I started a novel called Stiff by Mary Roach. I bought the book at an airport one day when I was off to Florida! I thought it would be an interesting book to get into. There were a couple reasons of why i chose this one. First of all, the front cover looked intreguing, with the bottom of the feet showing and a sub title of The curious lives of human cadavers.... This leads to my second reason, i love this kind of stuff, dealing with bodies (dead or alive i suppose), and medical issues or stories. It is also a new york times bestseller... so it really must be good. The first page has already caught my attention with this line..."The way i see it, being dead is not terribly far off from being on a cruise ship. Most of your tme is spent lying on your back." This could be taken differently for different folks, but the way i see it is that it's comparing and saying that a ship is just a lifeless transportation. Now because no one knows what it is like when you're gone, until you actually die, this could mean many different ideas. I feel like heaven or hell, wherever you end up, could be like another life... and what i mean by that is, it could be crazy and moving and lots of camotion. The way that the author describes it as though is a dead person just lying there, on your back. Yes, that is what the human eye sees when they see a dead person/cadaver. but we will never know what is going on inside that person, or where the soul takes you. All in all, i wouldn't neccessarily compare a dead person to a ship who just lies on their back.

Blog Ten

My cousin's boyfriend just recently got in a car accident and died. He was 24 years young and it was devistating to hear about it. The conditions outside were horrible, and he simply made an arrond to target to get my cousin a pair of sweatpants because she was chilly. There are choices that have to be made and we make thousands a day.
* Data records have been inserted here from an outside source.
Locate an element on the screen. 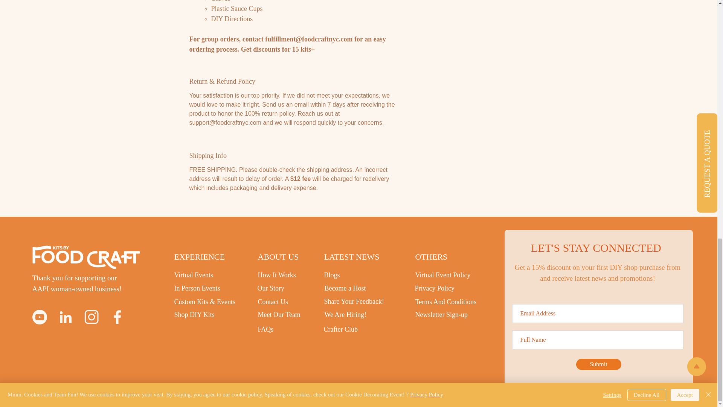 This screenshot has height=407, width=723. Contact Us is located at coordinates (273, 301).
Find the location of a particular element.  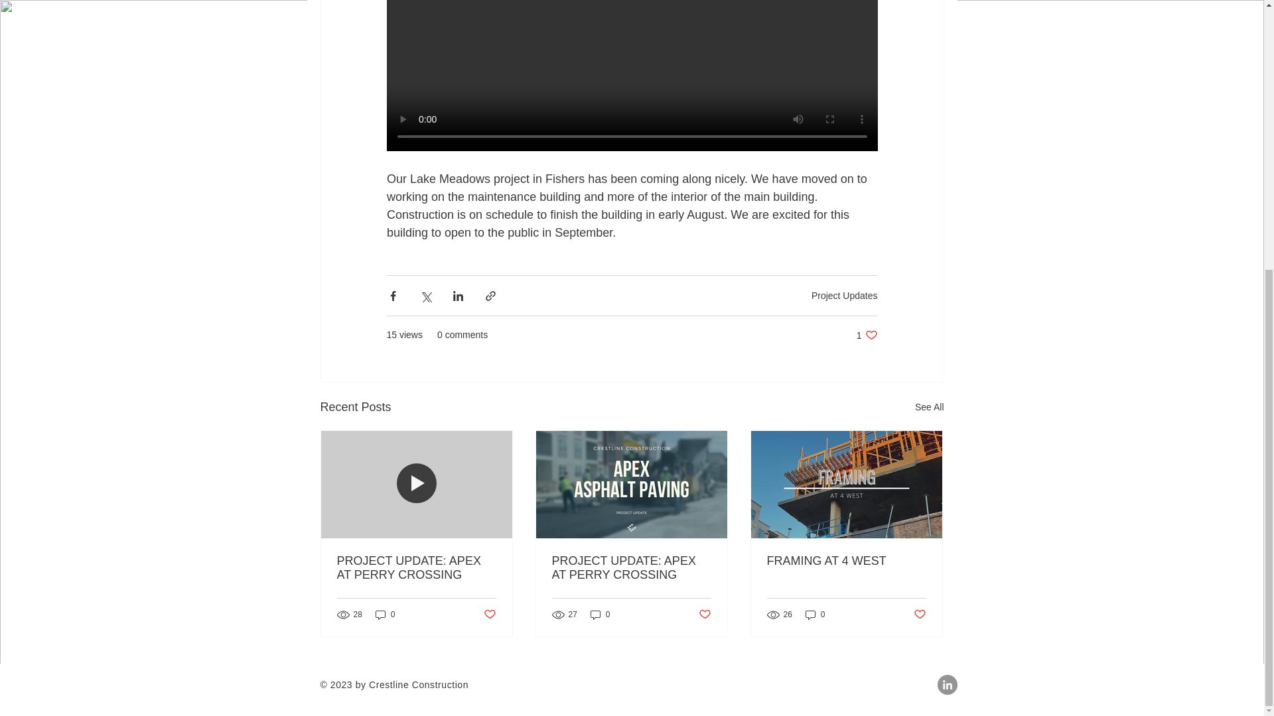

Post not marked as liked is located at coordinates (866, 335).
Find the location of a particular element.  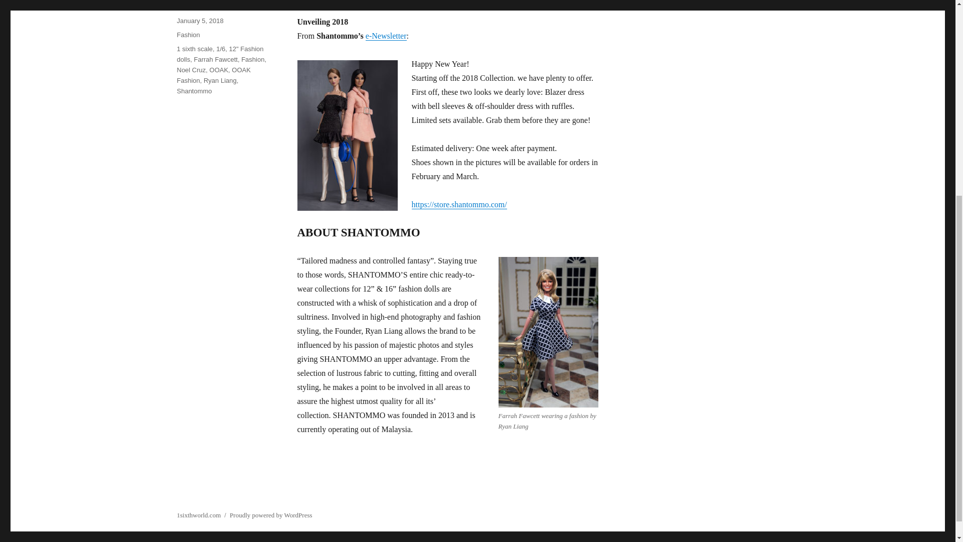

Noel Cruz is located at coordinates (191, 69).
The first question and decision we have to make is, "should I get up and out of bed this morning?" "What should i eat for breakfast?" Car accidents are one of the most common tradgedies, and i feel horrible for everyone that has to go through the pain... there was a young girl, 15 years young, and she had her permit. She was driving with her dad in the passanger seat while he little brother was in the back seat. The roads were slippery i am sure, and teens are so young to be driving that she got in a car accident, died, and the other people were dead as well. So in all she killed about 5 people... just driving around. Anything can happen in the blink of an eye, and you have to be so cautious of what is going on around you at all times. THere shouldn't be one minute on the slippery, dangerous, scary roads right now that you can't be paying attention. You never know what is going to happen and what will happen tomorrow. Think before you act is a great saying and lesson!